Oireachtas Joint and Select Committees

Wednesday, 27 March 2019

Joint Oireachtas Committee on Justice, Defence and Equality

Scrutiny of the Civil Liability (Amendment) (Prevention of Benefits from Homicide) Bill 2017

Photo of Marie Louise O'DonnellMarie Louise O'Donnell (Independent) | Oireachtas source

I want to make some general comments. I have a lack of knowledge of the law until it applies at my front door. I know Mr. Byrne possibly had a lack of knowledge of the law until it came to his front door, as was the case with Ms Deane. I am a patron of AdVIC which is one of the correct things I have done since I came to the Seanad because I have learned what happens to people, from parole to minimal custodial sentencing, and these are things that Deputy O'Callaghan is also trying to rectify.
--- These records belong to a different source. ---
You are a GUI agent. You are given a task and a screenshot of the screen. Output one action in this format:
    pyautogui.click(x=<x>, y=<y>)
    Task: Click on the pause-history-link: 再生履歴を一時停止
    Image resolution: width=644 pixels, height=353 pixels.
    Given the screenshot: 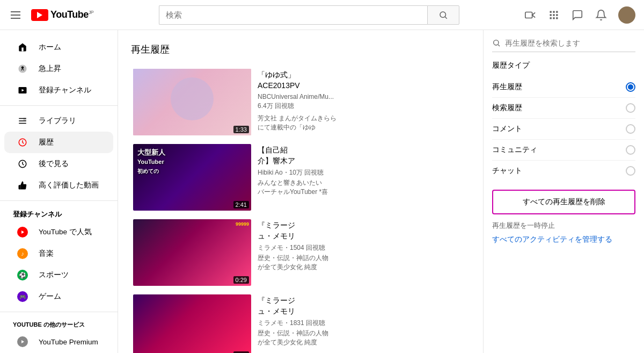 What is the action you would take?
    pyautogui.click(x=564, y=226)
    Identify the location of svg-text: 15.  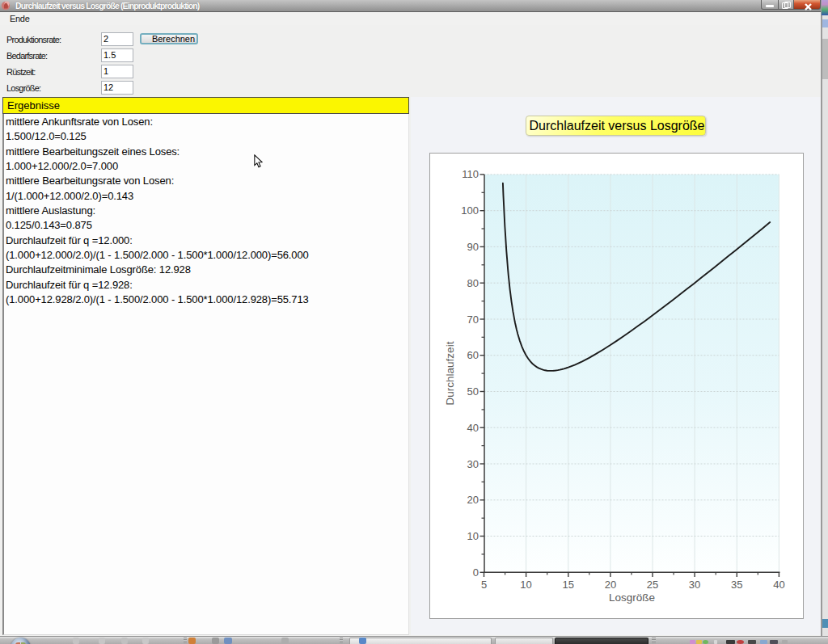
(568, 585).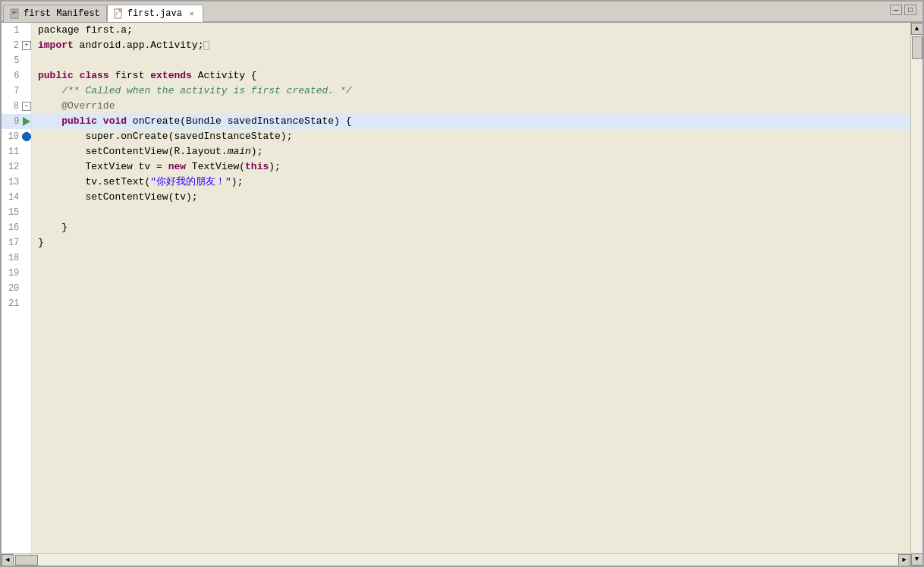  I want to click on gutter-row-10: 10, so click(17, 137). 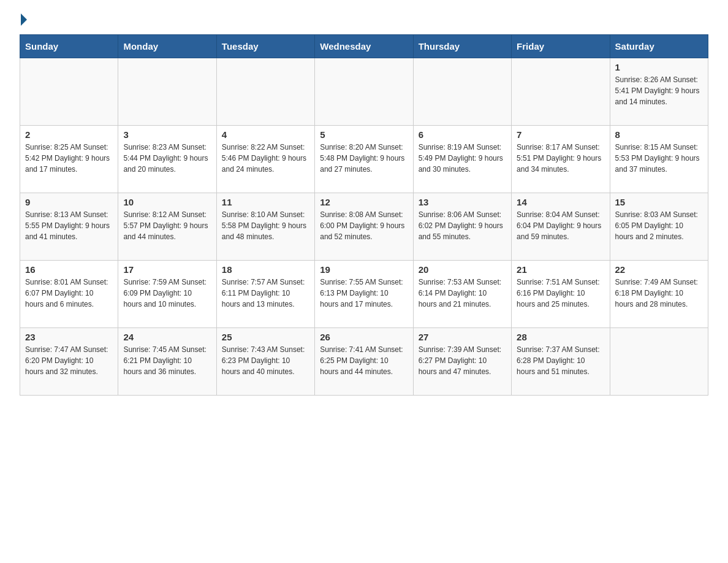 What do you see at coordinates (462, 293) in the screenshot?
I see `day-info: Sunrise: 7:53 AM Sunset: 6:14 PM Dayligh…` at bounding box center [462, 293]. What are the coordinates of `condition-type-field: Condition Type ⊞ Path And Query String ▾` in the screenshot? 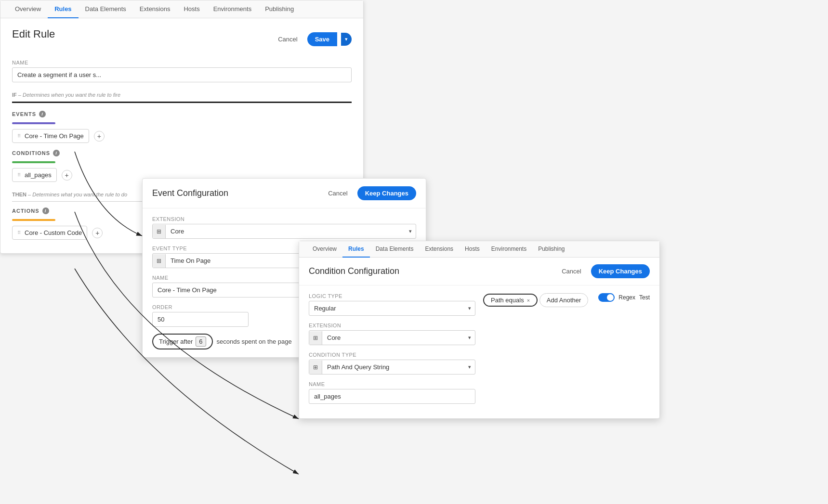 It's located at (392, 363).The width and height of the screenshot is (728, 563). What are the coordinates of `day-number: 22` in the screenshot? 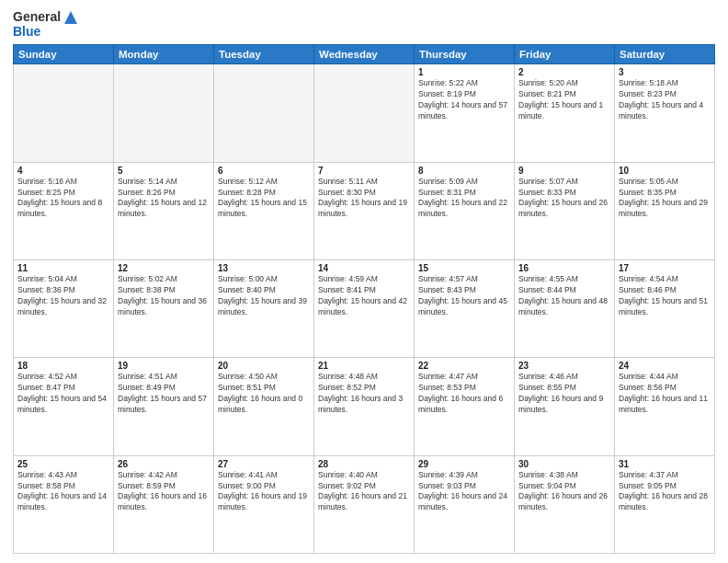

It is difficult to speak about first degree convicted murderers having the same rights as people they have murdered. I find that difficult to understand from an emotional point of view but I bow to the law. I am hearing that property rights take precedence over social justice and that is the bottom line here. Are we saying that property rights take precedence over wilful, first degree murder? That is what we are arguing here, on a pin. As Mr. Byrne mentioned, we have kept arguing the point since 2009, waiting and delaying on decisions so I congratulate Deputy O'Callaghan for bringing this forward. I agree totally with Professor Mee that there should be a stand-alone Bill because it will be cleaner and clearer. The Legislature will be able to do exactly what it says, as opposed to having it in a civil liability amendment. Deputy O'Callaghan might like to talk about that.

What happens insurance policies, investments and other bank accounts? Are they covered in the Bill? Does it just apply to property? The arguments about who would have a lifeline first and who would have died first pale into insignificance when somebody purposely shortens the life of somebody else. It becomes a different argument.

However, either way I would like to see this legislation being progressed. I would like the parole element to be progressed as well. It is very important and we have delayed and lingered on this long enough. Those are general points about the Bill, the stand-alone nature of it and other aspects, including investments.